Jack Neylon, X. Sharon Qi, Yugang Min, and Anand Santhanam

NVIDIA's GPU Technology Conference

San Jose, CA | 01 Apr 2016

Motivation

Daily imaging modalities (CBCT, MVCT) typically suffer from poor image quality, or completely different tissue response (MR), making intensity based registration problematic. Furthermore, the accuracy of clinical multi-modal deformable image registration (DIR) is difficult to quantify. A framework was previously developed to validate a deformable registration algorithm by generating patient-specific, GPU-based biomechanical models from head-and-neck (HN) patient CT scans and creating clinically realistic ground truth deformations. We now aim to expand the model’s applicability to quantify DIR confidence for clinical registrations between the planning CT and daily positioning images.

Methods

By deforming the model to match the observed daily anatomy and creating a ground truth deformation vector field, DIR performance can be quantified by comparing the DIR and model generated DVFs, producing a confidence margin for the clinical registration. To validate the model deformations, registration was performed between the planning CT and final weekly kVCT of clinical patient data. The DVF for the bony anatomy was applied to the model created from the planning CT, after which the soft tissues were allowed to deform according to the elastic material model. The correlation was then calculated between the model anatomy and observed target anatomy. The model was initially developed using a linear elastic material model, however, most biological tissues exhibit hyper-elastic response for larger deformations. Hyper-elasticity was implemented using a generalized Ogden material model.
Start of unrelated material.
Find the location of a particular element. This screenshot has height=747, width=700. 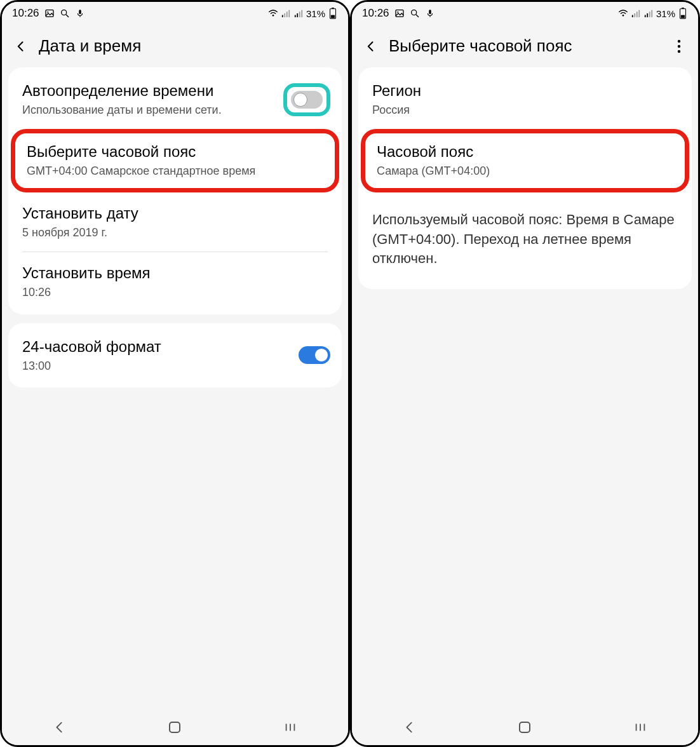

The model was integrated using a second order implicit Euler integration.

Results

The biomechanical model has been able to simulate significant tumor regression and posture changes, producing clinically realistic soft tissue deformations and kV quality simulated CT data. Posture changes were performed by controlling the skeletal anatomy. Frame by frame computations increased in computational cost compared to the previous linear elastic implementation, but expansion to a multi-GPU framework should allow the model to maintain an interactive frame rate > 30 fps.

Conclusion

A biomechanical modelling approach could effectively bridge the gap to facilitate multi-modal DIR, specifically between CT and MR where direct registration is not feasible. The ability to apply anatomical and physiological knowledge to the deformation could also improve the reliability of the daily deformation tracking for soft tissues, when utilizing lower quality modalities such as MVCT and CBCT.